Friday, February 18, 2011

Born On This Day- February 18th... Photographer Duane Michals

"I'm politically against Same Sex Marriage. I want civil unions. I want all the political advantages, but marriage is a tired vestige of the heterosexual world. I don't know why gay people would want to get married. Of all things! It's a failed institution. It just doesn't make sense. Wedding cake? Oh please!"



Duane Michals' photography gives me an Art-On. Very much a favorite at Post Apocalyptic Bohemia, Duane Michals is not just an amazing photographer, he is truly an original. We have a coffee table book of his photographs which I will get out & peruse, because today is his birthday. This will make for a lovely evening with a glass of whiskey. Michals also produced the art for The Police album Synchronicity in 1983, so that album can be the soundtrack for my viewing pleasure.

Michals became a photographer as a matter of need. All his best impulses grew out of the need to express something from the intangible. Largely self-taught, his work is noted for its innovation & artistry. His work is well known for its insistent, & often humorous, use of the narrative series. Many of his pieces works actually incorporate handwritten text right onto the images. Michals has a fascination with making tangible the intangible realm of love, death, dreams, & wishes. His works deal with human sexuality, both straight & gay, but always in a dreamy, droll, divine & rather decorous manner.

Michals: “The keyword is having something to express. When you look at my photographs you are looking into my mind.”

Michals: "I am not bothered by those pesky questions dealt with by most photographers- how can I get this model to smile without showing her teeth? Does this house look better with or without the little red wagon in front? So think hard, think deep & ask new questions. As a photographer, how can you present the nature of existence & the drama of the human condition? How will you define beauty & ugliness in visual terms? What is death & why is mankind fixated on rational explanations of the afterlife."

"When people ask me what I am, I tell them I'm the artist formally known as a photographer, I am an expressionist & by that I mean I'm not a photographer or a writer or a painter or a tap dancer, but rather someone who expresses himself according to his needs."

Michals grew up in McKeesport, Pennsylvania. In 1953 he received a BA from the University of Denver. In 1956 he went on to study design at the Parsons School of Design with a plan to becoming a graphic designer. He did not complete his studies

In 1958 while on a trip in the USSR, he discovered his interest in photography. The photographs he made during this trip became his first exhibition held in 1963 at the Underground Gallery in NYC. Michals settled in the city in the late 1950s & became known as a commercial & fashion photographer, working for Esquire & Mademoiselle, & he covered the filming of Francis Ford Coppola’s The Great Gatsby (1974) for Vogue. He worked for Dance Magazine & After Dark. In 1968 Michals was hired by the government of Mexico to photograph the 1968 Olympic Games. In 1970 his works were shown at the Museum of Modern Art, NYC.

He does not have a studio. Instead, he takes photographs of people in their environment, which was a contrast to the method of other photographers of his time, Richard Avedon & Irving Penn.






Michals has been in a relationship with his partner, an architect he met at the gym, for 51 years. Though he has not been involved in gay civil rights, his photography has regularly addressed gay themes & quietly added to the pantheon of 20th century gay imagery.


**Work instruction:** Give only the number of lines in the data that include the string "Copy".

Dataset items
_ _ _ _ _ _ _

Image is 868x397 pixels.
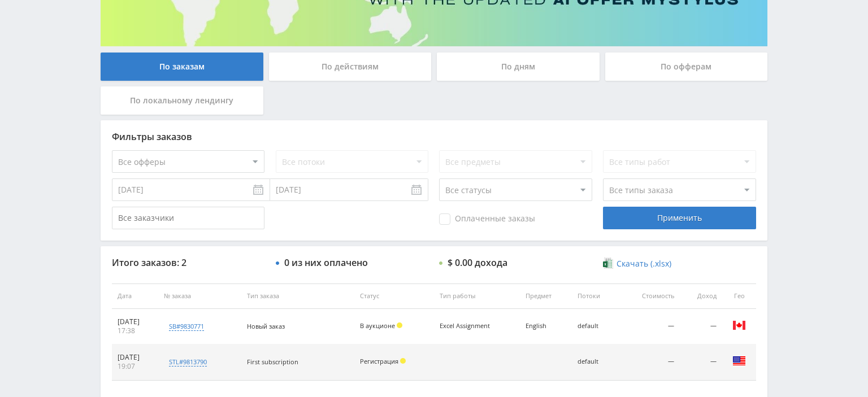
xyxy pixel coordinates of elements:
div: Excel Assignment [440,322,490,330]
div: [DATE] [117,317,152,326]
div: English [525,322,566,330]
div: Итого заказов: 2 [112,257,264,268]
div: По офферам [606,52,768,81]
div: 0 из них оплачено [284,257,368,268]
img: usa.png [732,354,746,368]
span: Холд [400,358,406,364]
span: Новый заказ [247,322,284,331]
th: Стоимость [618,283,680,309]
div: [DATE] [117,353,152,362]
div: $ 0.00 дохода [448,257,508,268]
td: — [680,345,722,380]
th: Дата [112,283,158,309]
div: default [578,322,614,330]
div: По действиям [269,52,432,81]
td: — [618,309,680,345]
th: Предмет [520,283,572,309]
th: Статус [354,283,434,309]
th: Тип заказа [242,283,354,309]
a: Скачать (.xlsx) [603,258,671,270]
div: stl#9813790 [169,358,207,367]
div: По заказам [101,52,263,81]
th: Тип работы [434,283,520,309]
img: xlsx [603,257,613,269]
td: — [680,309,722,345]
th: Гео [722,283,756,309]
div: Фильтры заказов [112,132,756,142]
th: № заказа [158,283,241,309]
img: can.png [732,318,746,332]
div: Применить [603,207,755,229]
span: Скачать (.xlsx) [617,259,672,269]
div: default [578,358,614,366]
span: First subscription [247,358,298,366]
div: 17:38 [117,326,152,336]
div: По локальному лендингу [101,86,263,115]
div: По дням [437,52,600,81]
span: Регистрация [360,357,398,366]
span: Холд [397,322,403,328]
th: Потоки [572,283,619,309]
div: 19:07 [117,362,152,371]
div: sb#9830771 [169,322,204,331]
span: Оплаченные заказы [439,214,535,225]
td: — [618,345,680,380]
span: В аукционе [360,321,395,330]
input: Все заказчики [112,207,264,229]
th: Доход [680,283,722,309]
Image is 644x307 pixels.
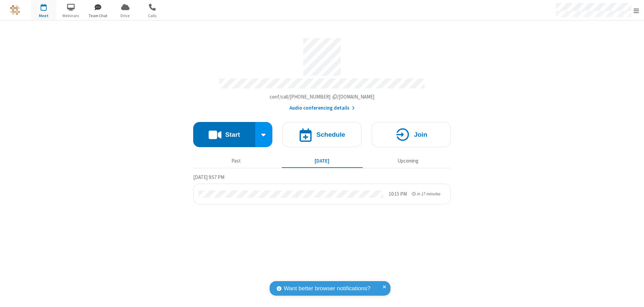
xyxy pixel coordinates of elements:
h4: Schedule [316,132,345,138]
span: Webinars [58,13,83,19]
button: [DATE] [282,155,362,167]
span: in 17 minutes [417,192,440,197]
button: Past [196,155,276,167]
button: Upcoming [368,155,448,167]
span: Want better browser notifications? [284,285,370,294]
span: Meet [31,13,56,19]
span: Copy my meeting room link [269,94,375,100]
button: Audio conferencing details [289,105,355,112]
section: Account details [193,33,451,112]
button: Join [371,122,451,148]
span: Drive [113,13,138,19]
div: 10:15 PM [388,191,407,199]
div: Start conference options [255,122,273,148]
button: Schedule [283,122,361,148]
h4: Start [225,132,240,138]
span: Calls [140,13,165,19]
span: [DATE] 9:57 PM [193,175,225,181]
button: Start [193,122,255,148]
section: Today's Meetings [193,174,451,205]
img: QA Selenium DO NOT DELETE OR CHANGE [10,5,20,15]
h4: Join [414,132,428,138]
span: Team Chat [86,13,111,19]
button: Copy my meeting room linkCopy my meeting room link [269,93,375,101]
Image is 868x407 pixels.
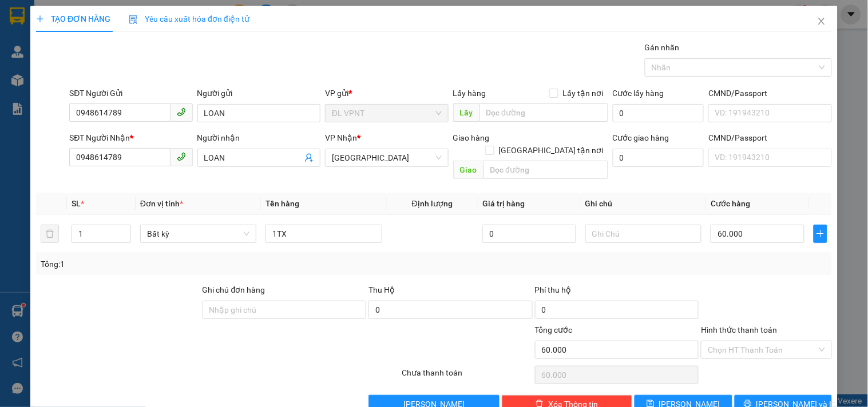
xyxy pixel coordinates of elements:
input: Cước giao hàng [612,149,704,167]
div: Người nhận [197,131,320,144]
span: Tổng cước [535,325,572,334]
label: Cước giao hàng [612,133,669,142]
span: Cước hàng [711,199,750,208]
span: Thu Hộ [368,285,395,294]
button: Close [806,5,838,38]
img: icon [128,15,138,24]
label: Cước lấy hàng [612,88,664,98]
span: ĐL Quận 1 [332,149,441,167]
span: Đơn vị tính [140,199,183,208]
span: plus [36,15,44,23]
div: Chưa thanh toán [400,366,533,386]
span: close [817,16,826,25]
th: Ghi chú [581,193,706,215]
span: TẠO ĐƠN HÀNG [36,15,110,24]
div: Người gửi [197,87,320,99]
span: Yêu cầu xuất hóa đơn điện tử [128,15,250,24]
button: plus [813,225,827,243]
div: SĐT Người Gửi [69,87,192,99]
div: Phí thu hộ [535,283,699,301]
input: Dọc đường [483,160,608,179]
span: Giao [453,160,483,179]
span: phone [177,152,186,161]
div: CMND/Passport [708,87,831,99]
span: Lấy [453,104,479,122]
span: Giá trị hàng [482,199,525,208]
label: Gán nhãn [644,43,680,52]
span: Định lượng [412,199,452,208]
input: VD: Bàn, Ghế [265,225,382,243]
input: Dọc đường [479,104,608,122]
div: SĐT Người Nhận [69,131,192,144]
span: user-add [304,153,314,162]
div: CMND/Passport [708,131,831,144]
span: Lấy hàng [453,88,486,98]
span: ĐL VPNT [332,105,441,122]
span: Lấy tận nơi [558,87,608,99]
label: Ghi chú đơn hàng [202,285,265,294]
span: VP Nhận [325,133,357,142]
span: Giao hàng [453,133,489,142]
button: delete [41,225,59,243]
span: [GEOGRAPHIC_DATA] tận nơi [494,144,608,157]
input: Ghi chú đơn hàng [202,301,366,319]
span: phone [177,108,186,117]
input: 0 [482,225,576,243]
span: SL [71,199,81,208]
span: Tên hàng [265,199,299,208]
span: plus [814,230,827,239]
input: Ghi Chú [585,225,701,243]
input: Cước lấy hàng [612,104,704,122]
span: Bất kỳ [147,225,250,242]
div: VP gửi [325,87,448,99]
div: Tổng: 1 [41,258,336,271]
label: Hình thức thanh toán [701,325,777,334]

_ _ _ _ _ _ _

**Response to the task:** 2